What is it? The link is to a post from November last year talking about the number of police necessary to control a junction, presumably due to the usual red light breakers and drivers who think the world revolves about them only. Are there any accident statistics published?
The issue here is even today, 7 months post the change, 3 traffic police officers are stationed at the intersection for morning and afternoon rush hours. For most of the past half-year, 6.5x more traffic police man power have regularly been assigned at the intersection than when it was still an, albeit imperfect, roundabout. So it is difficult to have a fair comparison whether the intersection has been made safer.
Why does it need 3 traffic officers? It’s actually far from unusual for junctions to require police and/or the volunteer brigade to keep them running at peak hours!
So axing the roundabout didn’t solve the issue of congestion. In fact, commute for people coming from New Taipei has gotten significantly worse, which is something that Li Sichuan, the KMT politician who pushed for removing the roundabout under Taipei City mayor Jiang Wanan, admitted himself.
Li is being considered for the KMT’s New Taipei City mayoral candidate, and when first asked how to solve Zhonghe and Yonghe’s congestion issues, his first response was that he would fix the congestion if he is elected mayor.
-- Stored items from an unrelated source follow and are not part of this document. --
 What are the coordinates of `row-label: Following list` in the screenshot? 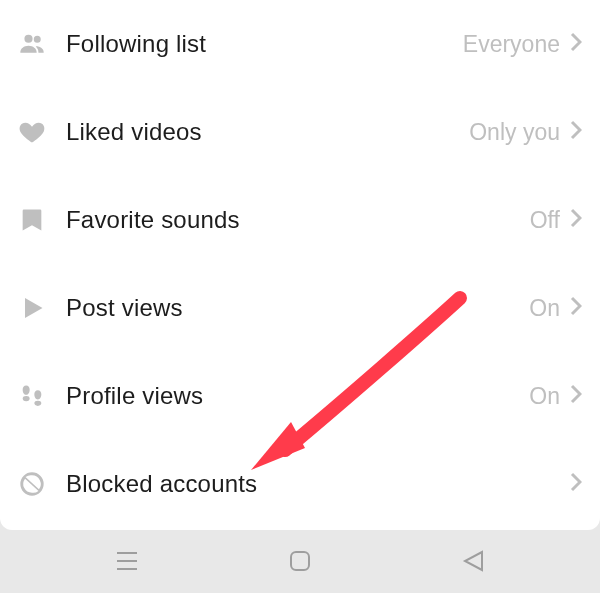 It's located at (136, 44).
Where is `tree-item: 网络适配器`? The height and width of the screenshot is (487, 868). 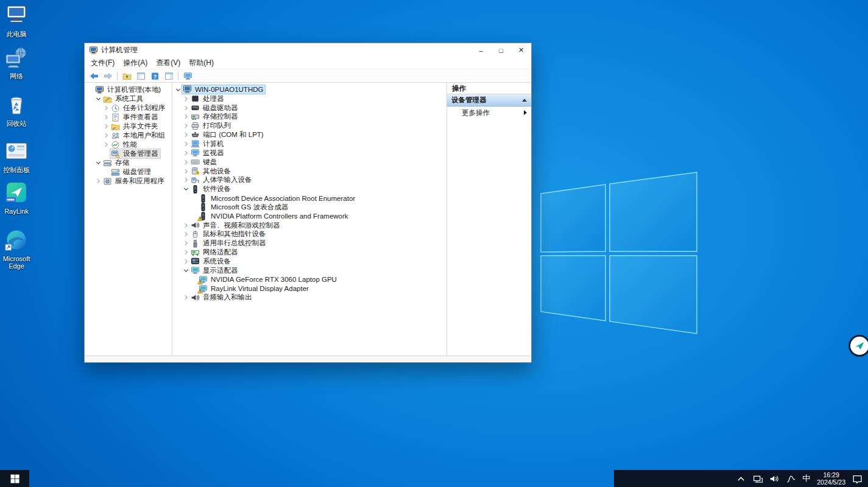
tree-item: 网络适配器 is located at coordinates (309, 252).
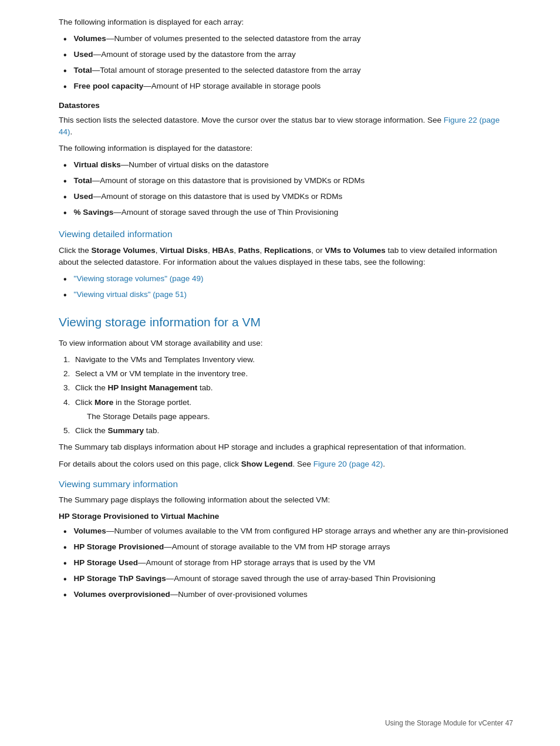 The height and width of the screenshot is (746, 560). What do you see at coordinates (69, 388) in the screenshot?
I see `step-number: 3.` at bounding box center [69, 388].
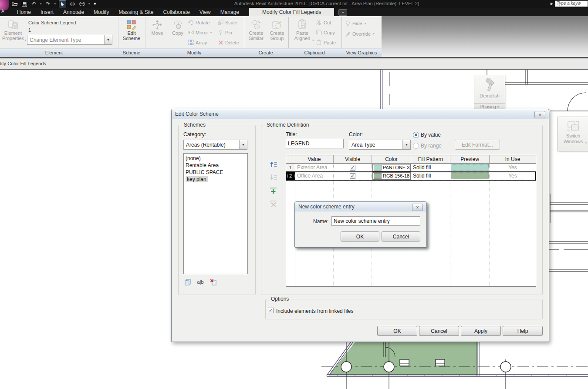  Describe the element at coordinates (191, 23) in the screenshot. I see `rotate-icon` at that location.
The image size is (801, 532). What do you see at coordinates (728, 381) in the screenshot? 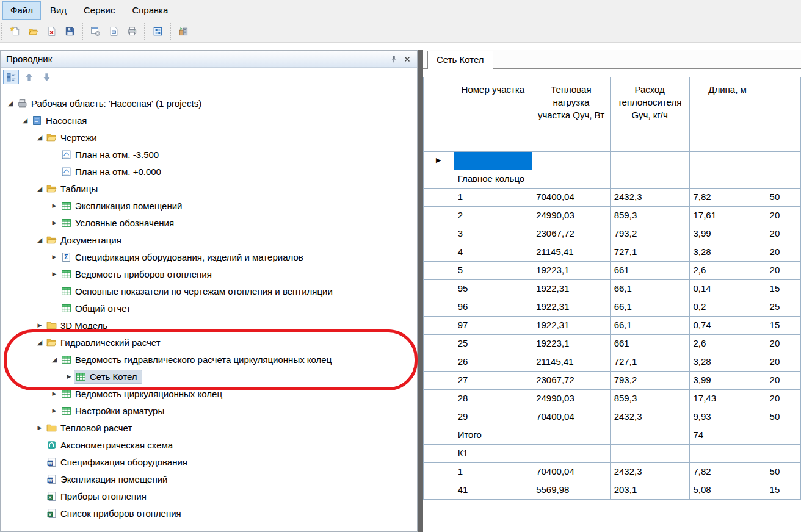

However, he later realized that removing the Gongguan roundabout made New Taipei congestion a lot worse, he backtracked and claimed there is no congestion issues in Zhonghe and Yonghe.
There are four helpers and at least one police officer at the pedestrian crossing at my kids school in the morning and there are still ^%*$ who break the red lights…
The fact that junctions require officials to stand and actively police them on a daily basis is pretty third world!
Wasn’t safety listed as one of the key reasons for removal? The roundabout was an accident black spot. Has it’s removal successfully reduced the number of accidents?
I don’t think you can excuse creating congestion just for the sake of safety. Safety and efficiency are trade-offs of equal importance when planning for vehicle transportation.
Using the MOTC safety dashboard you can see it’s at the top for Taipei. From 2018 to 2025 it was the number 1 spot in Taipei for traffic accidents. In 2017 (the earliest year shown on the dashboard) it was number 5.
For the last full year with the Gongguan roundabout, 2024, there were 67 accidents. For 2025 it was 51 accidents. The removal took place in September, so about 3 months with the new intersection.
Through these changes, they eliminated the speedy underpass for buses that bypassed this intersection entirely.
In this sense, it’s consistent with most of what I’ve seen with the Chiang Wan-an era adjustments: drivers kept hitting and killing people, so let’s deprioritize public transit and radically shrink pedestrian spaces at the crossings.
And here I was thinking we were moving PEOPLE and goods and therefore safety should be higher on the list. Turns out we are moving vehicles, so to hell with people, specially those who aren’t inside those VIV (very important vehicle).
For real. If safety is above all else, then there shouldn’t be vehicle traffic at all. It is inherently more dangerous.
If that’s not the case, then there should be a balance between traffic efficiency and safety. You can argue about where’s the point of balance, but if you argue for change that require a lot of money and subsequent 6x more man-power to maintain supposed safety benefit, while causing significant congestion, you are failing the trade off game.
The roundabout wasn’t perfect because people were educated on how to use it, the police man-power should have been spent on enforcing users of the roundabout to follow the simple rule of no entering if you would cause traffic in the roundabout to slow down. Instead, like everywhere in Taiwan, pointless traffic lights were put in place to make the roundabout less efficient. However, the public transport thru-tunnel was the perfect solution for a high-volume roundabout. Even if the Chiang city-government and Li Si-chuan wanted to remove the roundabout, they should have kept the underpass for buses.